Browser IDN display policy: opinions sought

Paul Hoffman phoffman at imc.org
Mon Dec 19 17:55:47 CET 2011


On Dec 19, 2011, at 2:42 AM, Gervase Markham wrote:

> I entirely agree. This is why we went for option B - once a registry has
> a responsible policy, their IDNs are treated as first-class citizens
> everywhere (at least, in Firefox). No additional configuration required.

In this case, however, the "responsible policy" is limited to TLDs registering SLDs. People have already pointed out on this thread that Firefox's restriction on script-confusables only goes one layer down, and that for LDH labels, Firefox (and all other browsers) don't do anything about names like www.bankofamerica.com.deposits.index-action.me.

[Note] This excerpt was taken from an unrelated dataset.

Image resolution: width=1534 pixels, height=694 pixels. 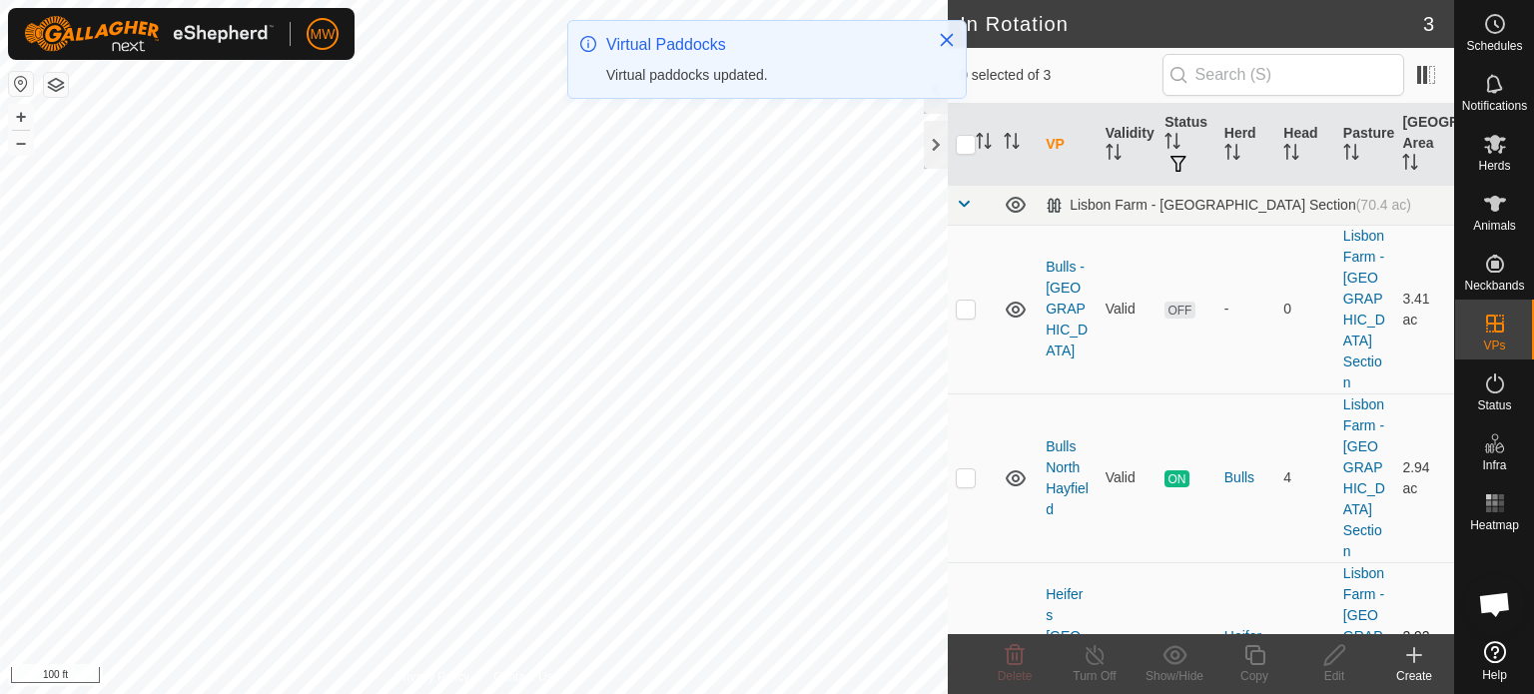 What do you see at coordinates (1186, 145) in the screenshot?
I see `th: Status` at bounding box center [1186, 145].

> Unfortunately, IDNs are still not treated as first-class citizens. So
> the question is: how do we get from where we are now to a situation
> where they are treated that way?

One way, which you have rejected earlier in this thread, is to simply display all IDNs as Unicode (where the display is possible), just the same way you display all possibly-fraudulent LDH labels. That would make them all first-class. If you choose to do some checking on the domain names for possible fraud based on other heuristics (as Firefox and all other browsers do), and then show an interstitial warning or change the navigation chrome in some way, you can do that for IDNs as well *following the same rules you use for non-IDN names*.

If you want to get additional heuristics from TLDs about policies to help you decide when you should add a warning, the technical community can talk about how to make that happen in a way that would be useful to application vendors. (So could ICANN, but I suspect that would be a waste of everyone's time.)

The choice to not treat IDNs as second-class in applications remains with the application vendors. Being consistent in pointing out possible fraud would go a long way towards making IDNs more useful to everyone except to fraudsters.